(Collected data entries)
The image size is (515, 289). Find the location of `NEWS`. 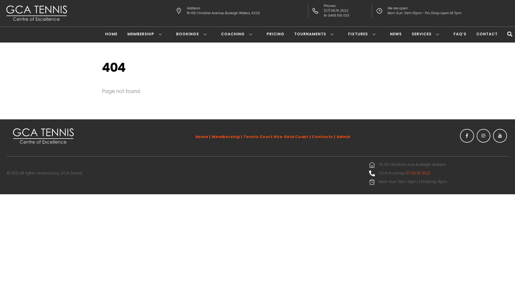

NEWS is located at coordinates (396, 34).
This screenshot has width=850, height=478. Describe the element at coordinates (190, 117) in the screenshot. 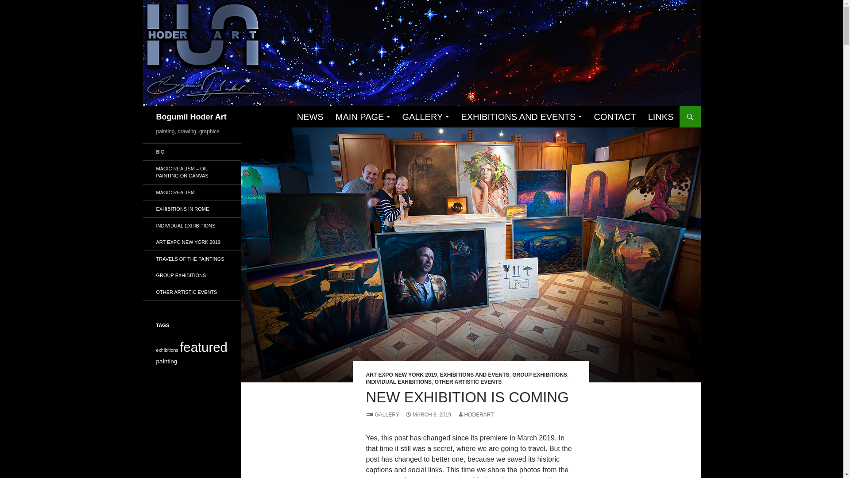

I see `Bogumil Hoder Art` at that location.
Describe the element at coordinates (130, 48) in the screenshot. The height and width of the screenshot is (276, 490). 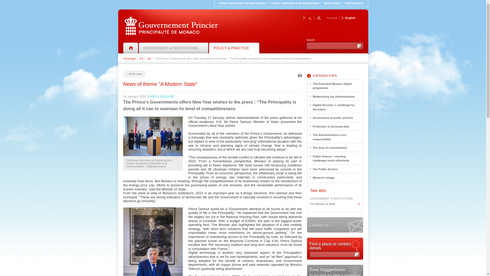
I see `Back Homepage` at that location.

What is being asked:
Send back every line above exactly, skipping all pictures.

Written solution:
The image size is (515, 289). Find the location of `NEWS`. 

NEWS is located at coordinates (396, 34).
This screenshot has width=850, height=478. Describe the element at coordinates (190, 117) in the screenshot. 

I see `Bogumil Hoder Art` at that location.
Describe the element at coordinates (130, 48) in the screenshot. The height and width of the screenshot is (276, 490). 
I see `Back Homepage` at that location.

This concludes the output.